29 November

Meeting Of The Refugee Kids, Mawulidi’s Carvings

by Jon Katz
The Gathering Of The Soccer Teams

Great news. Our friend the Rev. Dahn Gandell, who works with refugee kids in Rochester, N.Y., is coming to Pompanuck Farm the last few days of December, and she is bring some refugee children from Burma with her. They also play soccer.

The RISSE soccer team has a lot of kids from Burma, and Ali (from RISSE, the refugee and immigrant center in Albany) is eager for the two groups to meet. Ali says they intend to wear their new uniforms (above), we’ll see if a game came be conjured up.

The kids have called themselves the Bedlam Farm Warriors, not something I asked for. it is kind of cool.

i’m going to Albany tomorrow to meet with Ari and the soccer team. I’m also meeting with Mawulidi Diodone Majaliwa, I wrote about him a couple of months ago, he is a carver from the Congo who was forced to leave all of his tools behind.

You may recall the Army Of Good raised money to buy him some new tools, and we went out into the woods and helped him pick out some wood. He’s bringing some of his first carvings to our meeting at RISSE tomorrow. They will be for sale.

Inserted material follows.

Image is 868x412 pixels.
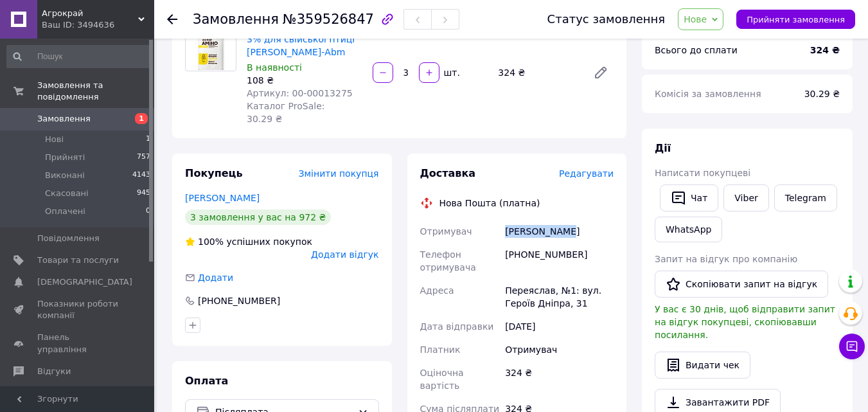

I hope to offer them on my blog and/or Maria’s blog this week in time for Christmas. This is exciting, you have given him the tools to honor the work his grandfather taught him, work he thought was lost to him.

I’ve also talked with Ali about helping the soccer team ice-stake on some Saturdays this winter at a n rink outside of Albany. It will cost about $7 a child, and I’m bringing a check for the first visit.  It will cost roughly $100 to get the team to the rink, depending on how many come.

Thanks to the members of the Army Of Good for contacting Ali about sending Ukelele’s for each of the kids, that could be wild. Also a check to pay for additional indoor soccer tournament fees this winter.

I am trying to focus our help on keeping the kids together and busy and active during an upstate New York winter, the first for some of them.

Most come from single parent homes, and there is little money or transportation for them. Few of the families have cards,  Ali is working with me to make sure they have healthy and fun things to do. He is their lifetime to the outside world, and few of them have seen snow or sub-zero temperatures.

In the hard part of winter, they will be stuck in apartments, I will work with Ali to get them out and with their friends. The federal subsidies that were available to them and their families are disappearing rapidly. They will need help. This is a major focus for me in the coming months, it will not take a lot of money to get them to movies, skating, practicing indoors, some outings.

I’ll keep you posted on all of these activities. This is sacred work for me, the true soul of America.

We’ve send them to see Spiderman, paid for birthday parties, soccer uniforms. I’d like to get them to some other movies.  I hope, with your help, to keep supporting them through the winter, and then again when soccer season cranks up.

This is so important, to see them together is to see how much they love and support one another. Their lives would be harsh and lonely with this connection.  Ali, my brother, is a saint.  He calls me a savior, but he is the one reaching out to these kids.

I want to keep helping him.

The December meeting with the children from Burma will also be important to them, they rarely get to see other refugee children from outside RISSE, they are already excited about it.

If you wish to contribute you can send a check to my post office box. P.O. Box 205, Cambridge, N.Y., 12816, or via Paypal, [email protected]. We have about $1,500 in the Mansion/Refugee Fund, thank you. It was getting low there for a bit. Please mark your payments or checks to Refugee Fund or The Mansion, or both.

All donations go into a separate account, overseen by a bookkeeper an an account. Every penny goes where it is supposed to go.

2 Comments

    1. Theodore, I’m afraid you have to read the blog. There have been numerous pieces, photos and support for refugee woman and girls, and several outings we have helped fund. If you want to know, just read, it’s all there. For now, I’m focusing on the boy’s soccer team, they are in particular need, that’s my choice for the moment. We have given more than $12,000 to the girls and adult women at RISSE, paid off loans, awarded scholarships. That’s a lot more than the boys soccer team got. I understand its easier to run one’s mouth off on Facebook than actually find out the truth, but it is still offensive to me. I have trouble with such laziness and self-righteousness, and I don’t work for you, as last I looked. If what I am doing bothers you, go somewhere else. And please let us know what you are doing for women refugees in America right now and how much you are contributing. Thanks.